§ Mr. Wallasked the Secretary of State for Foreign and Commonwealth Affairs what amount has been paid from public funds to meet the scale of payments of compensation prescribed in the Foreign Compensation (Egypt) (Final Distribution) Order, 1963; and what further amounts will need to be provided.
§ Mr. WhitlockIn his statement on 11th December, 1962, the then Parliamentary18W Under-Secretary of State for Foreign Affairs said that the estimated cost of the new scale of compensation then announced would be about £6.5 million.
The amount paid from public funds into the Egyptian Compensation Fund up to the end of December, 1968 was £5.6 million; the remaining commitment is likely to be approximately £3.1 million, bringing the estimated total cost to public funds of the "topping-up" of the Egyptian Compensation Fund to about £8.7 million.

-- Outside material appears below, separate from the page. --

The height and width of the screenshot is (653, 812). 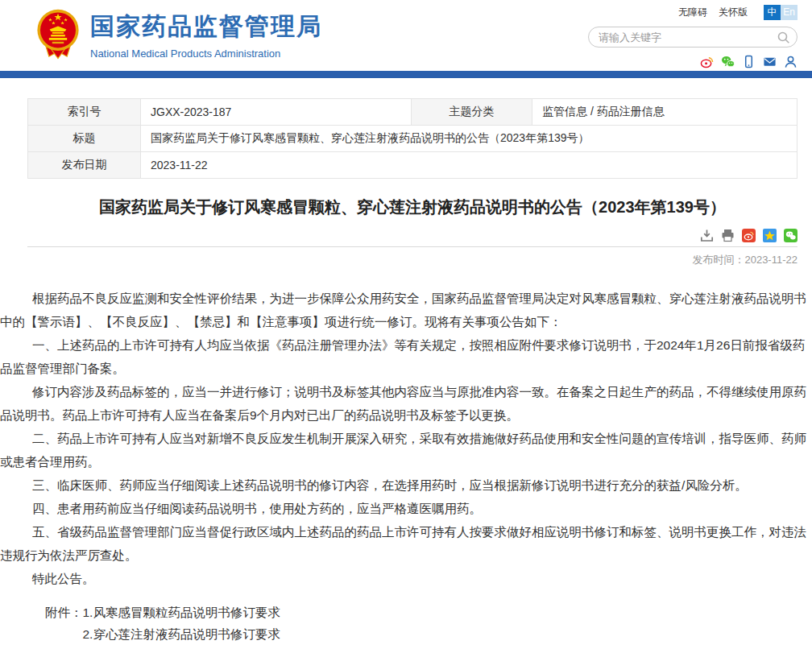 I want to click on lang-en-button: En, so click(x=789, y=13).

Outstanding claims are estimated at £2.5 million and there will be additional claims from owners whose property has been sequestrated since 1956 and is now beginning to be released from sequestration under the arrangements made with the United Arab Republic in the Exchange of Notes of 24th April, 1967.

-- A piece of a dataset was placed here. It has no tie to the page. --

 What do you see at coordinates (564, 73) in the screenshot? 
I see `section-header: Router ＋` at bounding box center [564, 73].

Part of the cost in excess of the 1962 estimate of £6.5 million arises from the recent decision of the House of Lords in the case of Anisminic v. The Foreign Compensation Commission, as a result of which the Foreign Compensation Commission are re-hearing this and reviewing a number of other claims. Most of the outstanding payments are likely to be made during the financial year 1969–70 and provision is being made accordingly in the main estimates.—[Vol. 669, c. 211–12.]